Fuzzy Wuzzy Angel in Papua New Guinea, 1943

On Christmas Day, 1942, George Silk, a New Zealand photographer working for the Australian Department of Information, took the photo above a Papuan man leading a wounded Australian soldier. They were near Buna at the trailhead to the Kokoda Track on the island of Papua New Guinea, where the Australian forces had been defending against the Japanese assault across the Kokoda aimed at taking Port Moresby, the island’s capital.

There were many poignant photos and images from Kokoda.
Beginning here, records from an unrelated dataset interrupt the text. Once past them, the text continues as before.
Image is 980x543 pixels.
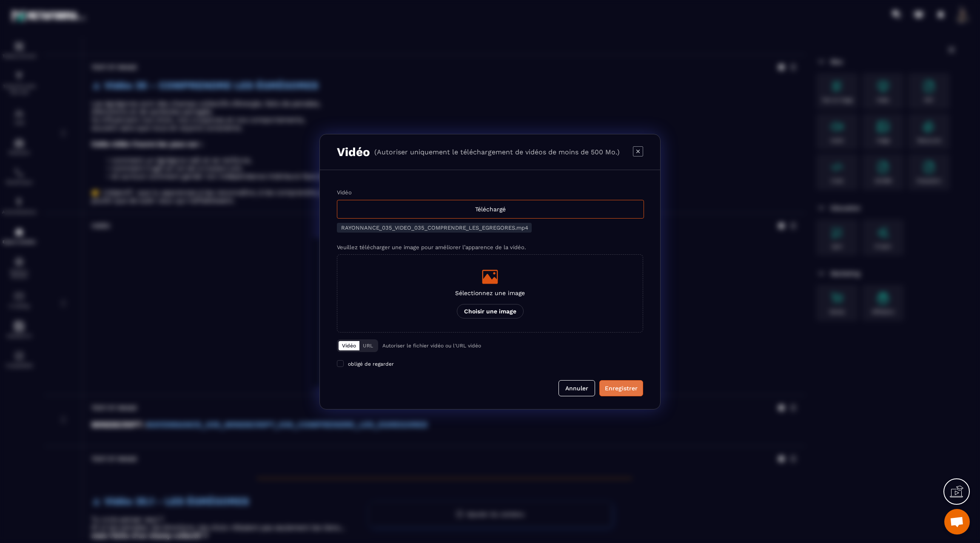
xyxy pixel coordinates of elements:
p: Autoriser le fichier vidéo ou l'URL vidéo [382,343,481,349]
span: RAYONNANCE_035_VIDEO_035_COMPRENDRE_LES_EGREGORES.mp4 [342,225,528,231]
div: Ouvrir le chat [945,509,970,535]
button: Annuler [559,380,596,396]
button: Enregistrer [599,380,643,396]
label: Vidéo [337,190,352,196]
span: obligé de regarder [348,361,394,367]
div: Téléchargé [337,199,644,219]
p: (Autoriser uniquement le téléchargement de vidéos de moins de 500 Mo.) [375,148,620,156]
p: Choisir une image [457,305,524,318]
label: Veuillez télécharger une image pour améliorer l’apparence de la vidéo. [337,244,526,251]
div: Enregistrer [605,384,637,393]
button: URL [359,342,377,350]
p: Sélectionnez une image [455,290,526,297]
h3: Vidéo [337,145,370,160]
button: Vidéo [339,342,359,350]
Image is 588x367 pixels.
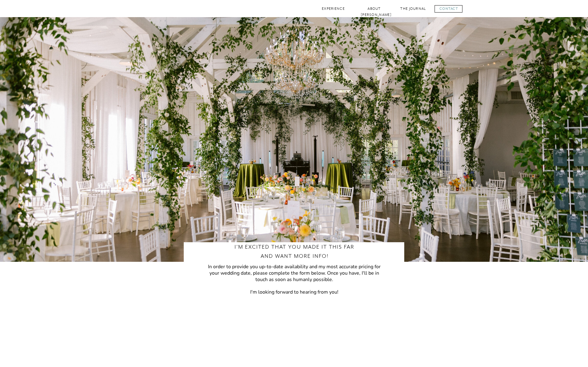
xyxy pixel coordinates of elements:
h3: In order to provide you up-to-date availability and my most accurate pricing for your wedding dat... [204,263,385,296]
a: Experience [321,6,346,11]
h3: I'M EXCITED THAT YOU MADE IT THIS FAR AND WANT MORE INFO! [231,242,358,262]
a: About [PERSON_NAME] [361,6,387,11]
a: The Journal [400,6,426,11]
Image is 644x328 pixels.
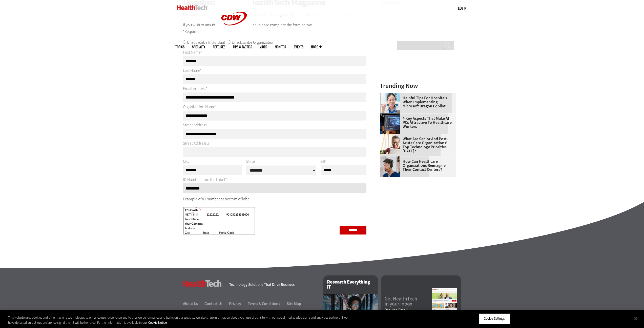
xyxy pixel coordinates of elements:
[229,301,247,306] a: Privacy
[380,116,453,129] a: 4 Key Aspects That Make AI PCs Attractive to Healthcare Workers
[246,160,316,164] label: State
[148,321,167,325] a: More information about your privacy
[260,45,267,49] a: Video
[380,93,403,97] a: Doctor using phone to dictate to tablet
[380,134,403,138] a: Older person using tablet
[630,313,641,324] button: Close
[229,283,317,287] h4: Technology Solutions That Drive Business
[215,33,253,39] a: CDW
[183,301,204,306] a: About Us
[380,114,400,134] img: Desktop monitor with brain AI concept
[183,196,366,202] p: Example of ID Number at bottom of label:
[311,45,322,49] span: More
[380,93,400,113] img: Doctor using phone to dictate to tablet
[380,96,453,108] a: Helpful Tips for Hospitals When Implementing Microsoft Dragon Copilot
[8,315,354,325] div: This website uses cookies and other tracking technologies to enhance user experience and to analy...
[183,122,207,128] label: Street Address
[176,45,184,49] span: Topics
[247,301,286,306] a: Terms & Conditions
[183,280,221,287] h3: HealthTech
[213,45,225,49] a: Features
[380,134,400,154] img: Older person using tablet
[183,86,207,91] label: Email Address
[233,45,252,49] a: Tips & Tactics
[380,156,403,161] a: Healthcare contact center
[183,160,241,164] label: City
[192,45,205,49] span: Specialty
[323,276,377,294] h2: Research Everything IT
[380,156,400,177] img: Healthcare contact center
[183,68,202,73] label: Last Name
[204,301,228,306] a: Contact Us
[380,160,453,172] a: How Can Healthcare Organizations Reimagine Their Contact Centers?
[275,45,286,49] a: MonITor
[478,314,510,324] button: Cookie Settings
[458,6,466,11] div: User menu
[320,160,366,164] label: ZIP
[286,301,301,306] a: Site Map
[183,177,227,182] label: ID Number from the Label
[380,83,455,89] h3: Trending Now
[384,308,432,316] a: Browse EmailArchives
[380,114,403,117] a: Desktop monitor with brain AI concept
[183,104,216,109] label: Organization Name
[294,45,303,49] a: Events
[177,5,208,10] img: Home
[380,137,453,153] a: What Are Senior and Post-Acute Care Organizations’ Top Technology Priorities [DATE]?
[432,289,457,316] img: newsletter screenshot
[183,141,209,146] label: Street Address 2
[458,6,466,10] a: Log in
[384,296,432,307] a: Get HealthTechin your Inbox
Damien Parer won Australia’s first Oscar for his Cinesound newsreel Kokoda Frontline and took an iconic photo of “Wally” — the blinded Digger being led by his mates across a river.  However, general public forever associates Kokoda with ‘Fuzzy Wuzzy Angels’ — the native volunteers who helped the soldiers to safety, and Silk’s photo was the perfect exemplar of sacrifice and ‘mateship’ displayed on the track and of those uncertain few months in 1942 and 1943, when war arrived on Australia’s doorstep and the country feared a Japanese invasion.

Only months earlier, a sapper working on the track had written a poem titled ‘Fuzzy Wuzzy Angels’, which was mailed to his mother and widely republished in Australian papers. With Silk’s photo, the press now have a simple and powerful image to accompany the poem. As the great Australian war correspondent Osmar White acerbically noted, “the public image of a New Guinean was transmogrified from that of a bloodthirsty cannibal with a bone through his nose to that of a dusky-skinned, mop-headed, sexless Florence Nightingale.”

After taking the photo, Silk ran back to ask the name of the wounded private (George Whittington, who later died of bush typhus in February 1943)  but not the name of the native. The latter’s identity was not discovered until decades later when he was identified as Raphael Oimbari and made an Officer of the Order of the British Empire.

In 1943, Silk’s photograph was published in LIFE, which also recruited him. Frustrated by the strict Australian censorship, and following the example of other local journalists who left Australian agencies to work for the BBC and other agencies where they were given more freedom to report about the war, Silk left to work for Life and remained there until the magazine folded in 1972. His photo was later featured on a war memorial in Port Moresby and the medal the Australian government issued to the native carriers.